Sunday, May 31, 2009

[preview] early preview of the 3rd release

within 2 releases myfaces extval grew up to a very powerful validation platform which is used in several real-world projects. due to that extval solves real-world problems. the pluggable architecture allows you to implement fancy add-ons to provide functionality which isn't available out-of-the-box and wouldn't be possible with the standard validation mechanism offered by jsf. so the question is: "what's next?"

here is a short preview of some new features of the next release. it's a quite early preview. so i might update this post, if there are some new information.

the "big" parts:

#1 jsr 303 (bean validation) validation module
that's a new validation module for extval which allows the unified usage of jsr 303 with jsf 1.x and jsf 2.x
(jsf 2.x has jsr 303 support out-of-the-box. anyway, this adapter will offer some additional typesafe features)

#2 jsr 314 (javaserver faces 2.0)
there will be a new core version which allows you to use extval with jsf 2.0
so you can continue to use your constraints, add-ons,... with the next version of jsf!
(you will just have to update the modules you are using right now. your implementations remain the same.)

some of the smaller but nice new features:

#3 typesafe constraint aspects (= generic parameters)
such aspects allow you to extend the functionality of existing constraints.
furthermore, they allow to introduce shared features. it's also used as base for the next feature.

#4 none-blocking warn mode
several users asked for a "warn mode". that means: a constraint violation is acceptable for the moment. so the severity of the faces message is switched e.g. to warn. furthermore, it doesn't result in a validator-exception. so the jsf lifecycle continues normally and your actions,... get executed.

the syntax isn't final now - the currently available implementation is e.g.:

@Required(parameters = ViolationSeverity.Warn.class)

the parameters-attribute comes from #3 and isn't aware of the severity aspect.
the parameter concept is key/value based and typesafe (any type is allowed!)
a constraint which supports such generic parameters automatically joins available mechanisms/implementations. that means e.g. add an attribute to your constraint with the type Class< ? extends ValidationParameter >[] -- that's it. without additional implementation you can join such features like the warn-mode.

#5 more out-of-the-box available points for intercepting the validation process

#6 solution for your requirements
extval was started to solve common requirements of users. all parts of the framework are inspired by common real-world requirements. so feel free to ask for new features, add-ons,...

as you see some of the features depend on other releases like the ri implementation of jsr 303. so it's hard to predict the release date.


Tell me how many lines in the entries below contain the word "will"; reply with the number and nothing else.
[[ Stored data, beginning ]]
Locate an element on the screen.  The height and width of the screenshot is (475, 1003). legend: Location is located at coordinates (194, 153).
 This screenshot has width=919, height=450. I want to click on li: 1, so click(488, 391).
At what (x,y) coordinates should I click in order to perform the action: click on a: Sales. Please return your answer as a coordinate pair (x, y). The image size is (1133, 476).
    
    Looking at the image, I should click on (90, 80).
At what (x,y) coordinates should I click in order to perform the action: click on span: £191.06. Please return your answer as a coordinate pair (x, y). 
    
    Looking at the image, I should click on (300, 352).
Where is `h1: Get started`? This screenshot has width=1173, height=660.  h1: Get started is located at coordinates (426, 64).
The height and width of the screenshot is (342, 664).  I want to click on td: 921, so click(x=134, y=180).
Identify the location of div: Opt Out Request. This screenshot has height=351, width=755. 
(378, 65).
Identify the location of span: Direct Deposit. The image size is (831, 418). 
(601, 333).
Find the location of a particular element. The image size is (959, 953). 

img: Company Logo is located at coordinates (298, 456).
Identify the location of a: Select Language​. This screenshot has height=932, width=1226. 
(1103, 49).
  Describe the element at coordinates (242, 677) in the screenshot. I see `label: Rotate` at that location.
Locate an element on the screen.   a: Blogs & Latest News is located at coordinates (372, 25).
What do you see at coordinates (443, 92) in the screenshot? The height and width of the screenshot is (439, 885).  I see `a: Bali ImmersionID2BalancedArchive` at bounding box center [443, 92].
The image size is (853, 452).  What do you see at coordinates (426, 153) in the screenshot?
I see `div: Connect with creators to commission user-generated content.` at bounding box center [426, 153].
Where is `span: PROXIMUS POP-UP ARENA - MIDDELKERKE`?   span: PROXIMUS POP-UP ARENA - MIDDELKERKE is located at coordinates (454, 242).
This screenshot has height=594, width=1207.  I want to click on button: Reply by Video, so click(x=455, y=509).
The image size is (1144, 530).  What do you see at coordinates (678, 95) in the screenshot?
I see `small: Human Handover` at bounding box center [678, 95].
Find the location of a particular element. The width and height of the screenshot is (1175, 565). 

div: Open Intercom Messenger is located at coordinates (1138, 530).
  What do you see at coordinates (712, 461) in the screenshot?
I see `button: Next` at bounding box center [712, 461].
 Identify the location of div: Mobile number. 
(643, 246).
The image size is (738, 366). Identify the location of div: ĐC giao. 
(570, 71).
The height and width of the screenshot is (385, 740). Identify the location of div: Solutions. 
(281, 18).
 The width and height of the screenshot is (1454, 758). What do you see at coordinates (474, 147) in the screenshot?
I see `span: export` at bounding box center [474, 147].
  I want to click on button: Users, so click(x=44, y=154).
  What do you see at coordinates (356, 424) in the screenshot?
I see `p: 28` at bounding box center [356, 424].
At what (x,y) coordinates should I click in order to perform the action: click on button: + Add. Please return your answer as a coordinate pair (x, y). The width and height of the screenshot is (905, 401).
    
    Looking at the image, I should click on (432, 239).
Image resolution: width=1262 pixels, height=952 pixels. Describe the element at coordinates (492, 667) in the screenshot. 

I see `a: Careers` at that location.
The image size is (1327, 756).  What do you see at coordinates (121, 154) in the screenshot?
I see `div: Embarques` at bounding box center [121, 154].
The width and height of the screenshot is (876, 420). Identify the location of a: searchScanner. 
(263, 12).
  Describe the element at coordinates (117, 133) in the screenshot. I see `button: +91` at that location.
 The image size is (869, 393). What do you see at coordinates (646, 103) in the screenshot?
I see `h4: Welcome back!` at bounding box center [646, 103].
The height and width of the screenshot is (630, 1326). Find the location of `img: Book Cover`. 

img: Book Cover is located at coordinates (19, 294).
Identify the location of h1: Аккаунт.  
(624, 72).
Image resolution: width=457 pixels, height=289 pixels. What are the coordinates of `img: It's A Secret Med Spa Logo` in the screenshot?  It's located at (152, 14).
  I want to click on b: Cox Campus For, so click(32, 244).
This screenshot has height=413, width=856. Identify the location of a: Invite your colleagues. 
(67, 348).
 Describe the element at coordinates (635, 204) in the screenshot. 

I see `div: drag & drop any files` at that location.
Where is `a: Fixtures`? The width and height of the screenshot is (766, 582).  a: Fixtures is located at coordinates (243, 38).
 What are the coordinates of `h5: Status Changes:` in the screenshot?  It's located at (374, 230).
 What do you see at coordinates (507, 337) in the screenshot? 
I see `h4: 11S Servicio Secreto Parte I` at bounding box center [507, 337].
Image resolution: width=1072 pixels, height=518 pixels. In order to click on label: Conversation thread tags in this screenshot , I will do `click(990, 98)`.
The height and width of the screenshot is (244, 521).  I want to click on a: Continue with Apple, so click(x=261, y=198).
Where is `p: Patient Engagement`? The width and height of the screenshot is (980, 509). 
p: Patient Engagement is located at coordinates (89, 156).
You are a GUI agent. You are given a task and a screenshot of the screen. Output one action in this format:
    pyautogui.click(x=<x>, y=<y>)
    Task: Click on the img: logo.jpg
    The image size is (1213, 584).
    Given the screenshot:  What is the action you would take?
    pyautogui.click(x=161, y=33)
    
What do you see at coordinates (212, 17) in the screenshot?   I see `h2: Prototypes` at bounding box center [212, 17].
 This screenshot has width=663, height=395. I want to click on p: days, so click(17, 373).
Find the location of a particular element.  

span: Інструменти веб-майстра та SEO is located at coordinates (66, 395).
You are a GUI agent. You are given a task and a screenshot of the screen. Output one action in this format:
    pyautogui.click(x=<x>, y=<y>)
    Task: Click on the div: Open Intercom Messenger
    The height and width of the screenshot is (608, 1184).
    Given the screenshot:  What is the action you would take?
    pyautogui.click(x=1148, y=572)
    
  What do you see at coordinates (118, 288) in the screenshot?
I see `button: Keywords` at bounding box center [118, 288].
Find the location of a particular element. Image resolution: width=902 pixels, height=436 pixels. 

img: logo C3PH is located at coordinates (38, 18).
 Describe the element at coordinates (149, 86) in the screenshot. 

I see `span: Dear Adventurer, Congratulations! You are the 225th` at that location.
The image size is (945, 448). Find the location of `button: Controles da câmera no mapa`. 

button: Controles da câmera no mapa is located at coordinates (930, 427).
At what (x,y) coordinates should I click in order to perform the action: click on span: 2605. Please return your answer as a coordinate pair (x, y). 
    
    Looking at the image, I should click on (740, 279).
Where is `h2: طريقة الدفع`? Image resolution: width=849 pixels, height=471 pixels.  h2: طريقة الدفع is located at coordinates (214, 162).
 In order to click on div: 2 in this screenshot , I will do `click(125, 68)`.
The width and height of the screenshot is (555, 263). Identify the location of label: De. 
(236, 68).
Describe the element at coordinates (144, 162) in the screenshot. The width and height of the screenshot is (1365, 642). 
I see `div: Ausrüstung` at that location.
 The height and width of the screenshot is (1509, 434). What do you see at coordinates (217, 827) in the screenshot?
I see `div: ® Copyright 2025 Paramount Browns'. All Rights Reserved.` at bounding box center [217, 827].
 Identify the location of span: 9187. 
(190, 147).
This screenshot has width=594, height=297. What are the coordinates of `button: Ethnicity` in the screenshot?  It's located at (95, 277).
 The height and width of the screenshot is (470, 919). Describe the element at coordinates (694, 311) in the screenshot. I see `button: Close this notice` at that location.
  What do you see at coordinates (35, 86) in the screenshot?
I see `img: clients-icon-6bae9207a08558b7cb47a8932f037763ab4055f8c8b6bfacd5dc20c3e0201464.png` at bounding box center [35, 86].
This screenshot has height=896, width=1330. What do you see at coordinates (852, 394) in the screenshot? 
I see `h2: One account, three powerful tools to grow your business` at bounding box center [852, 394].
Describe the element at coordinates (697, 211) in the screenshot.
[[ Stored data, end ]]
__Your solution__. 2